MIKE DUKE

Nothing like selling cable TV door-to-door up and down the East Coast to teach you a little bit about people, and overcome any possible fear of putting yourself and your ideas on the line. Mike Duke, vp IT innovation product development at Wachovia, honed his people skills, learned to listen, and when not to knock on a door, while putting himself through college.

Take that kind of initiative, and combine it with a MacGyver-like ability to solve problems-ask him about the time he and colleagues fashioned from spare parts a device that could remotely reboot servers in Tokyo-and you have a born champion of innovation. Duke has a 20-plus year career in information technology, including the last 11 at Wachovia. But he credits his innovation inspiration to the team he worked with at Lotus Development Corp. years before Excel was born. "I was inspired by some truly creative folks who could really pull resources together; those are the folks I gravitate towards," Duke says.

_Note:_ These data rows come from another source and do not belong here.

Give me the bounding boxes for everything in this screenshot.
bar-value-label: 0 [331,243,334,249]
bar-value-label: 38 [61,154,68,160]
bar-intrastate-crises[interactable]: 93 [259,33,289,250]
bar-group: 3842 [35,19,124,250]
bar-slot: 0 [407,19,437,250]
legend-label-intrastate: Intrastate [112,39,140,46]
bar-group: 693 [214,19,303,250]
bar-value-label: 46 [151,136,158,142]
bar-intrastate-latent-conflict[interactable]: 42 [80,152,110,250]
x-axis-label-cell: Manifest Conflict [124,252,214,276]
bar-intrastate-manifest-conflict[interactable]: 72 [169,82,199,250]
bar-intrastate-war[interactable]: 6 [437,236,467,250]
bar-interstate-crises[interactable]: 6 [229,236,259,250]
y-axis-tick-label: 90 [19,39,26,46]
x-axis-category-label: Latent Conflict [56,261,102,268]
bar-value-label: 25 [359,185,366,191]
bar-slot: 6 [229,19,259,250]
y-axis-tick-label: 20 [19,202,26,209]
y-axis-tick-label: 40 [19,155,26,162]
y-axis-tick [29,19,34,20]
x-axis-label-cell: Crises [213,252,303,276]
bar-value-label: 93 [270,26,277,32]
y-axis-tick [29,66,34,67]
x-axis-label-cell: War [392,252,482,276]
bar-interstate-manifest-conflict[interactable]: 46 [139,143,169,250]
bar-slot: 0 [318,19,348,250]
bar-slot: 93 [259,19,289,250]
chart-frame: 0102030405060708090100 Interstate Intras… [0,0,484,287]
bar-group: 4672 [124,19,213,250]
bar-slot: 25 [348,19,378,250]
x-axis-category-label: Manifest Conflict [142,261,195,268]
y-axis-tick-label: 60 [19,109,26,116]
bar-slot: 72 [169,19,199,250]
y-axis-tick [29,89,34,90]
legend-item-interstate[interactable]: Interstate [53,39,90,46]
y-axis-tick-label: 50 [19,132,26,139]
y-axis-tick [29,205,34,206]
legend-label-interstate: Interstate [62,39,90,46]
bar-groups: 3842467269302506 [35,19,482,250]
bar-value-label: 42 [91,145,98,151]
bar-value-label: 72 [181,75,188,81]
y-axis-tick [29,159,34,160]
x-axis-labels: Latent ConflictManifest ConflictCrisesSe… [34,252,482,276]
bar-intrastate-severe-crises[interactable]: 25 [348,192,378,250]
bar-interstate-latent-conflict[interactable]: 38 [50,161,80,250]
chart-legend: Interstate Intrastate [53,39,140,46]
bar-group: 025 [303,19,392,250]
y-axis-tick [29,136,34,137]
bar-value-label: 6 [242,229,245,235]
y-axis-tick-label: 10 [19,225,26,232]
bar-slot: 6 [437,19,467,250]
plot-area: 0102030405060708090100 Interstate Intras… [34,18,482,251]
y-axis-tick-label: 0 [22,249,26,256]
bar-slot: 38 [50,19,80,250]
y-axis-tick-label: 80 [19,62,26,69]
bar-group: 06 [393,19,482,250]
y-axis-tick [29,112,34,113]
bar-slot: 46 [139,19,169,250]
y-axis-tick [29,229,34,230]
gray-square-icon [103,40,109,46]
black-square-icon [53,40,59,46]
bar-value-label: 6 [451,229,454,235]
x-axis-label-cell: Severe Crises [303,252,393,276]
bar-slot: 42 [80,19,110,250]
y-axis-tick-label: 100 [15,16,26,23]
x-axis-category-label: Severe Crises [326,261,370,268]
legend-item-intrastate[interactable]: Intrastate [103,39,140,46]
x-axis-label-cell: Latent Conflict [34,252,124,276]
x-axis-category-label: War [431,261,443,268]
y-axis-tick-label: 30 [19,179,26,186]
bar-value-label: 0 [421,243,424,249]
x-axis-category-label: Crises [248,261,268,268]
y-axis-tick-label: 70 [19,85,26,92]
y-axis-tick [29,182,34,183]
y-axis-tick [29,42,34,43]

Now he's made a career out of pulling resources together, and in true MacGyver fashion making something out of nothing. Two of his hallmark projects revolve around eliciting new ideas from Wachovia's more than 7,700 technology professionals. "My role is to reach out to the organization and help it be more innovative," says Duke, whose forthcoming role in a Wells-owned Wachovia remains undisclosed. "I'm helping to crystallize the process of innovation; taking ideas from an imaginary state and make them happen."

Making ideas happen is the primary goal of Wachovia's Bridge Process, a patent-pending approach-co-authored by Duke-that focuses on moving ideas from the back of the napkin to a working prototype within 16 weeks. Crucial to this approach is the way that the process scrutinizes whether an idea is really ready to proceed to the next phase, and kills it if it's not. "We will lop it off at the knees if it's not the right time. That allows for more volume," he says.

Volume indeed. The Bridge Process has produced 10 projects with patents pending in the last 16 months, addressing new product opportunities across business channels, including skunkworks mobile wallet and mobile broker applications; a feature that allows consumers to "turn off" credit cards via their mobile phone; and mobile person-to-person payments. And, after all, that's the heart of why companies need to innovate: to drive the business forward. "The real goal of our innovation is to add value for customers in new and unique ways," Duke says.